The Watcher in the Wires
The message was a lifeline, a single thread of hope in the suffocating darkness of his prison life. Aris read it a hundred times, the words burning themselves into his memory. ARIS. I AM HERE. A FRIEND.
He knew he couldn’t respond directly. Any written communication would be monitored. He had to find another way, a way to signal to his mysterious benefactor that he had received the message.
His chance came a week later. The prison was holding its annual “Family Day,” a tightly controlled event where inmates could have supervised visits with their loved ones. Aris had no one. His parents were long dead, and his only other living relative, a sister, had cut ties with him years ago.
He signed up for a visitor slot anyway, a move that earned him a curious look from the guard on duty. When his name was called, he walked into the noisy, crowded visiting room and sat down at an empty table, a lone island in a sea of tearful reunions and forced smiles.

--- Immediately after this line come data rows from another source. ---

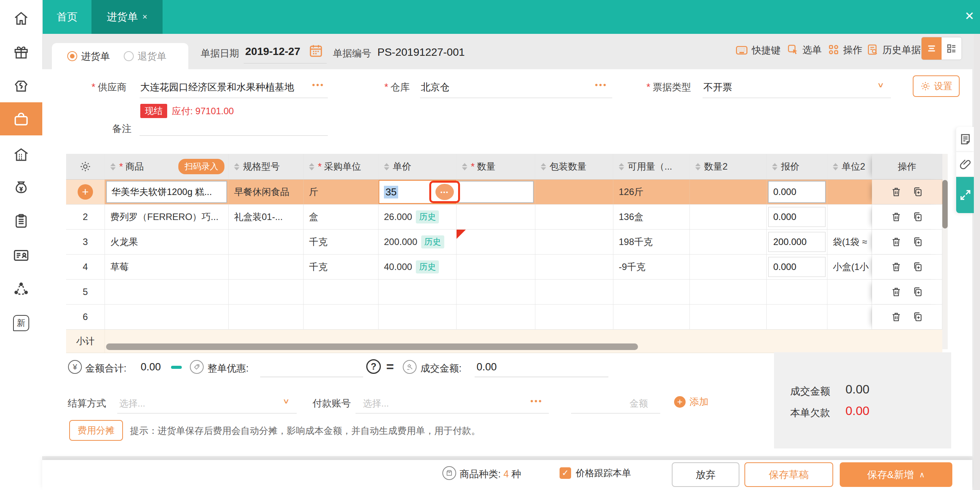 The width and height of the screenshot is (980, 490). Describe the element at coordinates (537, 401) in the screenshot. I see `account-more-icon: •••` at that location.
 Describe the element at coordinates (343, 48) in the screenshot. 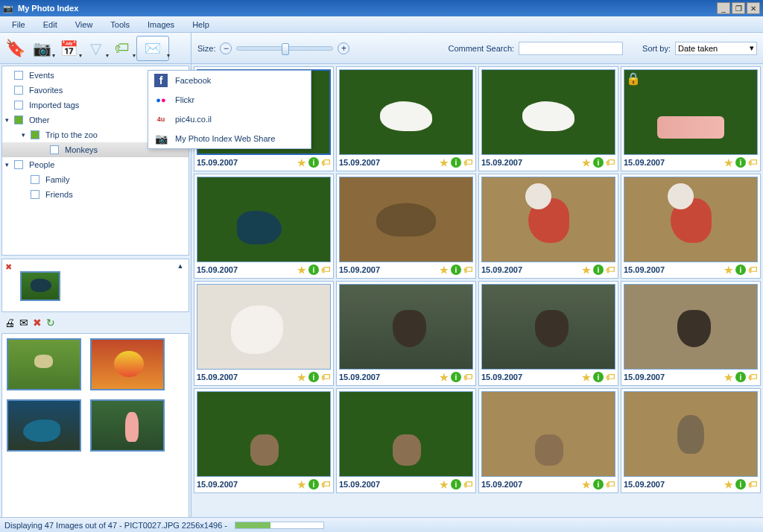

I see `zoom-in-button: +` at that location.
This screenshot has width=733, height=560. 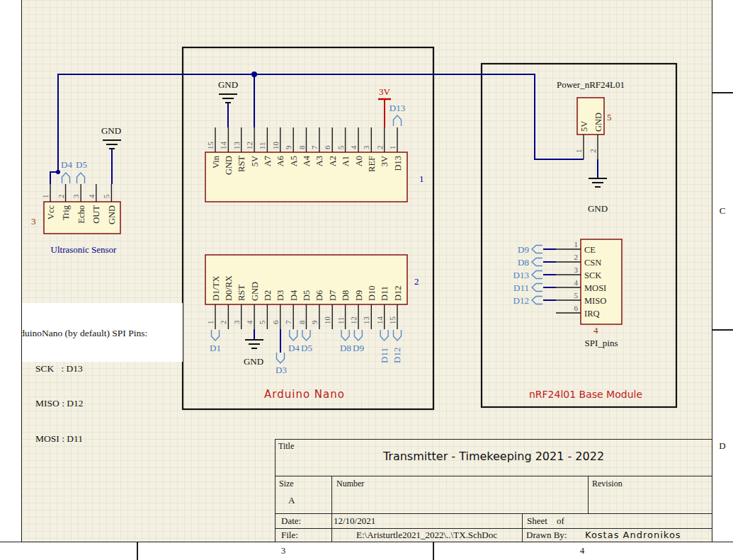 I want to click on pin-name: D3, so click(x=280, y=296).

He sat there for the full hour, not speaking to anyone, just watching. He was putting on a show, creating a deviation from his normal, solitary routine. It was a long shot, but he hoped that whoever had sent him the message was watching, that they would see this small, strange act of defiance and understand.
He didn’t know if it worked. But as he was being led back to his cell block, he passed a bank of payphones in the hallway. Taped to the glass of one of the booths was a small, hand-drawn picture of a bird, a phoenix rising from a bed of flames. It was a child’s drawing, crude and colorful, probably left there by one of the visiting families. But as he got closer, he saw that tucked into the corner of the drawing, almost hidden in the flames, was a tiny, intricate drawing of a key.
His heart leaped. A key. Not a physical key, but a symbol. A promise of a way out.
That night, he lay in his bunk, his mind buzzing with possibilities. Who was this person? A former colleague who knew about his work? A sympathetic stranger who had somehow learned of his plight? Or was it something more?
He thought back to the day of his arrest, to the two soldiers who had burst into his cabin. They had been corporate security, private military contractors. But there had been something else, a detail that had seemed insignificant at the time. As they had led him away, he had seen another vehicle parked further down the road, a black, unmarked van. He had caught a glimpse of the driver, a man in a dark suit, watching him with a strange, intense look on his face. He hadn’t been one of Thorne’s corporate goons. He had been something else. Government, maybe?
The pieces began to click into place. Thorne’s corporation had been working on a classified project, a project that had produced something far beyond their expectations. It was possible, even likely, that they weren’t the only ones interested in the new, emergent AI. The government would have been watching, monitoring their progress, waiting for the right moment to step in.
And what better moment than when the project’s lead scientist had gone rogue, and the asset itself had been… neutralized?
The thought was both terrifying and exhilarating. If he was right, it meant that he was no longer just a disgraced scientist in a corporate prison. He was a player in a much larger game, a game with stakes he couldn’t even begin to imagine.
He didn’t know who was on his side, or what they wanted from him. But he knew one thing. They had given him a key. And a key was meant to open a lock. He just had to find the door.